By producing the goods Europe bought from them.
Years ago there was a movie called "Kidco." It was about a group of kids that created a successful business selling horse manure for fertilizer. They got the horse manure from their father's horse stable.
The State of California stepped in and said they weren't paying taxes on the sale of the horse manure.
The Kid called his father, and the people who supply the grain and hay to feed the horses, into court.
They asked them if taxes were paid on the hay and the grain? All the witnesses said that taxes were indeed paid on the hay and the grain.
The kid then pointed out, the government had already collected taxes on the stuff that went into the Horse, and now they were trying to collect taxes on the very same stuff that came out of the horse.
They were trying to tax both ends of the Horse!
This is where your understanding fails.
Whether you tax the front of the Horse or the back of the horse, it's *THE SAME STUFF BEING TAXED*!!!
And in case you are having trouble in understanding the analogy, Europe is the "Horse."
Finally, an answer! So you are saying the South paid taxes on stuff they EXPORTED!
Wow… those poor old slave drivers. Everyone else in the country only paid on imports. But those mean nasty Federals charged poor plantation owners on the stuff they sold to Europe.
Is that the way it was in your fractured world?
Taxes are paid on grain that cows eat. Taxes are paid again on the milk (and the meat) that the cows make from that grain, so of course, if you buy the manure that’s taxed too.
But if you like you can think of America as a horse. Southerners sold cotton to Europe. The Southerners used the money to buy things from the North and to invest in Northern banks, industries, and railroads. The Northerners used that money — and the money they got from exports of gold, timber, and grain — to buy things from Europe. It’s at that stage that the Federal taxes were imposed and collected, not on the early activities.
Taxes are paid on grain that cows eat. Taxes are paid again on the milk (and the meat) that the cows make from that grain, so of course, if you buy the manure that’s taxed too.
But if you like you can think of America as a horse. Southerners sold cotton to Europe. The Southerners used the money to buy things from the North and to invest in Northern banks, industries, and railroads. The Northerners used that money — and the money they got from exports of gold, timber, and grain — to buy things from Europe. It’s at that stage that the Federal taxes were imposed and collected, not on the early activities.
Taxes are paid on grain that cows eat. Taxes are paid again on the milk (and the meat) that the cows make from that grain, so of course, if you buy the manure that’s taxed too.
But if you like you can think of America as a horse. Southerners sold cotton to Europe. The Southerners used the money to buy things from the North and to invest in Northern banks, industries, and railroads. The Northerners used that money — and the money they got from exports of gold, timber, and grain — to buy things from Europe. It’s at that stage that the Federal taxes were imposed and collected, not on the early activities.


▶ EXERCISE AIM: State the number of lines in these records that include the word "seconds", and add nothing to it.

▶ EXTRACTED DATA:
____________________
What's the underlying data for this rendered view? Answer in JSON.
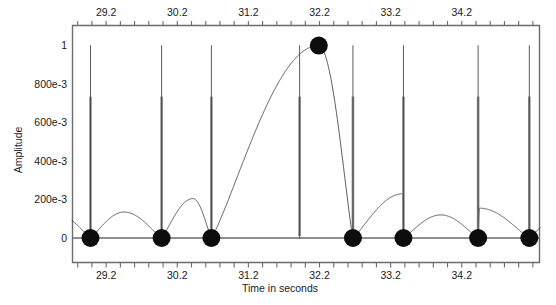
{
  "chart_data": {
    "type": "line",
    "title": "",
    "xlabel": "Time in seconds",
    "ylabel": "Amplitude",
    "xlim": [
      28.72,
      35.3
    ],
    "ylim": [
      -0.055,
      1.06
    ],
    "grid": false,
    "legend": null,
    "x_ticks_top": [
      29.2,
      30.2,
      31.2,
      32.2,
      33.2,
      34.2
    ],
    "x_ticks_bottom": [
      29.2,
      30.2,
      31.2,
      32.2,
      33.2,
      34.2
    ],
    "x_tick_labels_top": [
      "29.2",
      "30.2",
      "31.2",
      "32.2",
      "33.2",
      "34.2"
    ],
    "x_tick_labels_bottom": [
      "29.2",
      "30.2",
      "31.2",
      "32.2",
      "33.2",
      "34.2"
    ],
    "x_minor_tick_step": 0.2,
    "y_ticks": [
      0,
      0.2,
      0.4,
      0.6,
      0.8,
      1.0
    ],
    "y_tick_labels": [
      "0",
      "200e-3",
      "400e-3",
      "600e-3",
      "800e-3",
      "1"
    ],
    "series": [
      {
        "name": "ECG signal",
        "type": "line",
        "color": "#3d3d3d",
        "spike_times": [
          28.98,
          29.98,
          30.68,
          31.92,
          32.67,
          33.38,
          34.43,
          35.15
        ],
        "spike_amplitudes": [
          1.0,
          1.0,
          1.0,
          1.0,
          1.0,
          1.0,
          1.0,
          1.0
        ],
        "envelope_peaks": [
          {
            "t": 29.45,
            "a": 0.135
          },
          {
            "t": 30.42,
            "a": 0.205
          },
          {
            "t": 32.19,
            "a": 1.0
          },
          {
            "t": 33.37,
            "a": 0.23
          },
          {
            "t": 34.45,
            "a": 0.155
          }
        ],
        "baseline": 0.0
      }
    ],
    "markers": {
      "name": "detected peaks",
      "color": "#0d0d0d",
      "radius_px": 9,
      "points": [
        {
          "t": 28.98,
          "a": 0.0
        },
        {
          "t": 29.98,
          "a": 0.0
        },
        {
          "t": 30.68,
          "a": 0.0
        },
        {
          "t": 32.19,
          "a": 1.0
        },
        {
          "t": 32.67,
          "a": 0.0
        },
        {
          "t": 33.38,
          "a": 0.0
        },
        {
          "t": 34.43,
          "a": 0.0
        },
        {
          "t": 35.15,
          "a": 0.0
        }
      ]
    }
  },
  "axes": {
    "y_axis_title": "Amplitude",
    "x_axis_title": "Time in seconds",
    "y_tick_labels": [
      "1",
      "800e-3",
      "600e-3",
      "400e-3",
      "200e-3",
      "0"
    ],
    "x_tick_labels": [
      "29.2",
      "30.2",
      "31.2",
      "32.2",
      "33.2",
      "34.2"
    ]
  },
  "colors": {
    "background": "#ffffff",
    "axis": "#6b6b6b",
    "signal": "#3d3d3d",
    "spike_highlight": "#8c8c8c",
    "marker": "#0d0d0d",
    "text": "#1a1a1a"
  }
}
____________________
▶ EXERCISE RESULT: 2